Why is the dolphin slaughter in Japan morally worse than the slaughter of cows in America (not that the Japanese don’t slaughter cows as well), a question the Japanese raise in the film, and a question that particularly resonates after one has just seen Food, Inc. If it is because dolphins are more intelligent than cows – which seems to be the movie’s response – then where do we draw the line? And how do we judge the “intelligence” of pigs, swordfish and other creatures we routinely devour? I can’t imagine shooting a moose, but I have many fewer qualms about deer hunting. Is rarity the test, or sustainability of the population, or whether the animal appears cute or charming to us humans? Obviously, we shouldn’t be feeding mercury-contaminated dolphin meat to our schoolchildren, but that is a side issue for the crusaders of The Cove. Just as obviously, we shouldn’t tolerate lying to justify killing whales, or bribery to buy votes at the IWC. But are we morally justified in condemning the Japanese for simply killing dolphins because they are such appealing animals?

District 9 – 8

Who are the bad guys here? Is it the “prawns” from outer space? The Nigerian hoodlums?  The profit-driven corporate chieftains at MNU? Or the trigger-happy South African Defense Force?

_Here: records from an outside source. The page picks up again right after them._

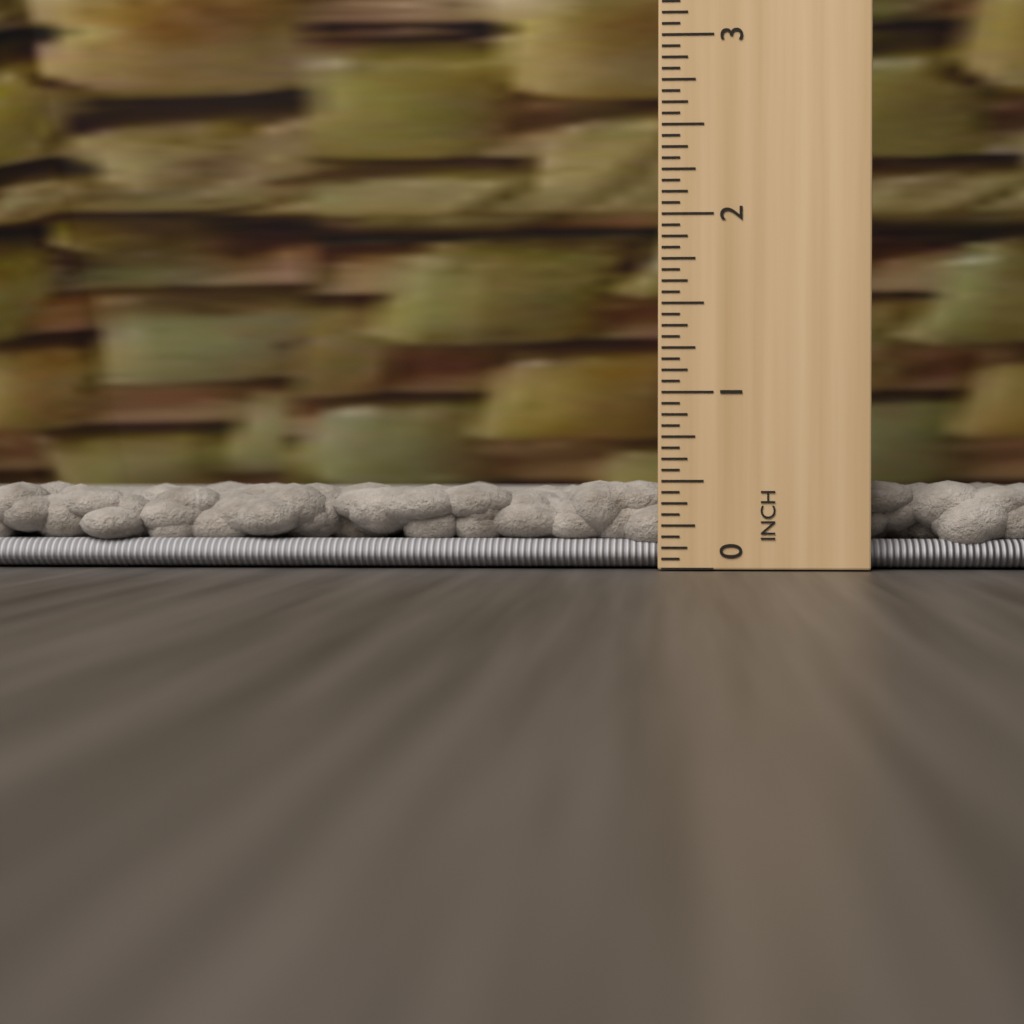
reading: 0.5000 in
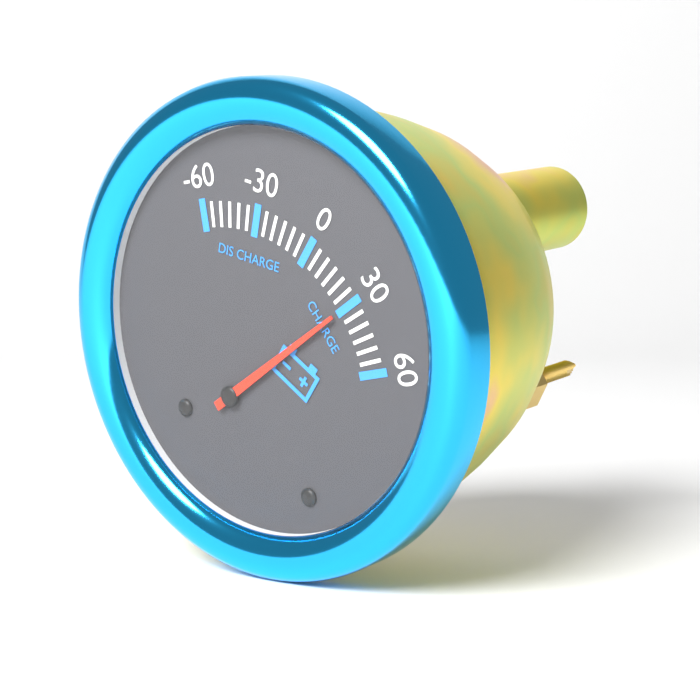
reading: 30 (no unit)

We know the good guy is the pencil-pusher Wikus van der Merve, and what a good guy! Meak, somewhat wimpy, none too bright, and yet he emerges as the only one who gets it right, although he does have to kill a lot of people along the way, and I can’t even remember what happens to him at the end. This film is brilliant in its moral ambiguity, its documentary style is oh-so-clever, and its pacing is perfect. And despite the inclusion of a million creatures from a space ship, I found the movie quite realistic, perhaps because Johannesburg was itself an alien backdrop. The only thing I had trouble accepting was the requirement that MNU obtain prawn signatures on their eviction notices.

The Perfect Getaway – 4.5

This is a one-trick movie, and once you see that it is a dirty trick being played on the viewer, the modest respect I had for the Hawaiian scenery and Steve Zahn’s character flew out the window. There are “red snappers” – I mean, herrings – galore, but the switcheroo is not of that ilk. Nothing that occurs, or is said, in the first two-thirds of the movie makes any sense or has any integrity once the final third comes around. And that final third, on its own terms, is pretty absurd, too. Where was the “screenplay-writer”?

(500) Days of Summer -7.5

Glad I saw this with my wife because, whereas I saw Summer as gorgeous perfection, too good for any guy in this movie, my wife saw Summer as vapid, emotionally withholding, not worthy of Tom, whom I saw as a feckless twerp.  Of course, we were both right, which is a testament to the fine acting performance by Zooey Deschanel, and to the difference between the sexes. None of the situations in the movie bore any relation to reality, as I know it – a greeting-card company where a dozen people sit in cubicles to come up with “I Love Us”?, c’mon! – which made the realism of the boy-girl relationship all the more compelling. Cute, well acted, not too deep – a sweet time at the movies and a nice first feature from director Marc Webb.

Food, Inc. -7

This was an indelicate subject made with surprising delicacy, thanks especially to a compellingly rational lead talking-head, Eric Schlosser. The glaring weakness was the lack of a two-sided argument: none of the big food companies that were vilified – Monsanto, Perdue, Tyson, etc. – were willing to be interviewed, which left me to wonder if there might be another side to the story of the Indiana seed cleaner who was being put out of business through legal harassment. Nevertheless, seeing where your hamburger meat and chicken breasts come from made me feel good about dining at Heartland last week and encouraged me to seek out farmers’ markets for all the cooking I don’t do.